If all becomes a mess, then there is a bail out of this by aborting the merge operation.
git rebase --abort
Next step is that we no NOT just pull and push commits now but only force push the rebased commits. This can illogical but what we want is to make sure that we push the exact local situation to our origin
branch.
git push --force
Now our branch should be rebased and in the pull request we should only see the commits of our PR, our the selected commits from the file (when using the -i
option).
Creating new clean commits from previous work
If your have a larger PR with multiple files and you would like to replace or revert existing commits without loosing your work you can use git reset
.
With git log
we can show the commits we have made on top of our branch. To replace these commits we need to rebase to the commit from where we want to start again.
Say we have two commits we want to do over. Show them with git log
.
commit 6090d321e3926ad9c5ffdd026f7c2fb046cdbbf2 (HEAD -> test2)
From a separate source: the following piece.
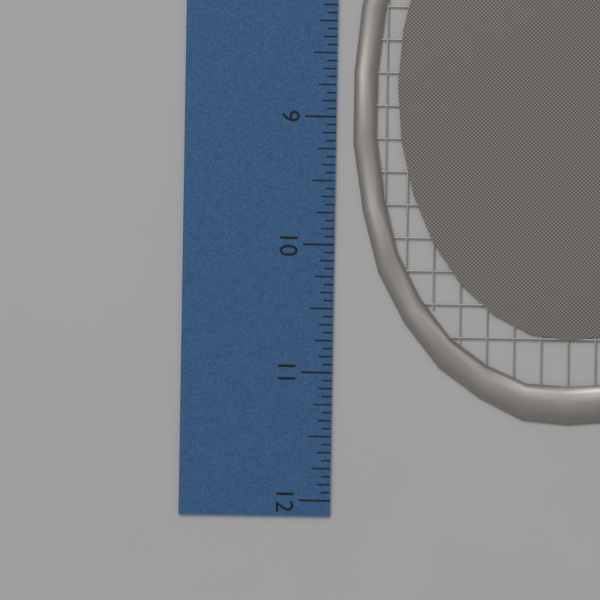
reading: 11.3750 inch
Author: you <you@example.com>
Date: Wed May 24 14:19:24 2023 +0000
commit 2
commit a0ad22921fb8f5797aeb4e414cf3403b80027a3d
Author: you <you@example.com>
Date: Wed May 24 14:18:03 2023 +0000
commit 1
commit abf08f66a4c7e01955213c228542884951d45a11 (upstream/dev, origin/test2, origin/dev, origin/HEAD, dev)
Author: user <user@users.noreply.github.com>
Date: Wed May 24 01:38:16 2023 -0500
Some commit upstream
Assuming we have no uncommitted files we can rebase to commit abf08f66a4c7e01955213c228542884951d45a11
(upstream/dev, origin/test2, origin/dev, origin/HEAD, dev).
git reset abf08f66a4c7e01955213c228542884951d45a11
Now you will see that the changes of the last 2 commits are unstaged files now. You can now stage the changes for your new commit, or if you want do this in more commits until all changes are staged and committed. Now, to replace the old commits with the new ones we can force push them to our origin
branch.
git push --force
Now your commits have been replaced with the new ones.
Temporary save uncommitted work
Sometimes you might need to change between branches, but you have uncommitted files. If pre-commit is used, it might not be possible to commit. Instead you could stash your changes on the stack. You can get back your changes later by popping them from the stack. This also works if you want to apply uncommitted changes to a different branch.
To stash your uncommitted work:
git stash
To pop back the changes:
git stash pop
There is a lot more you can do with git stash, but I will keep it brief here.
For more git commands you can use the online documentation.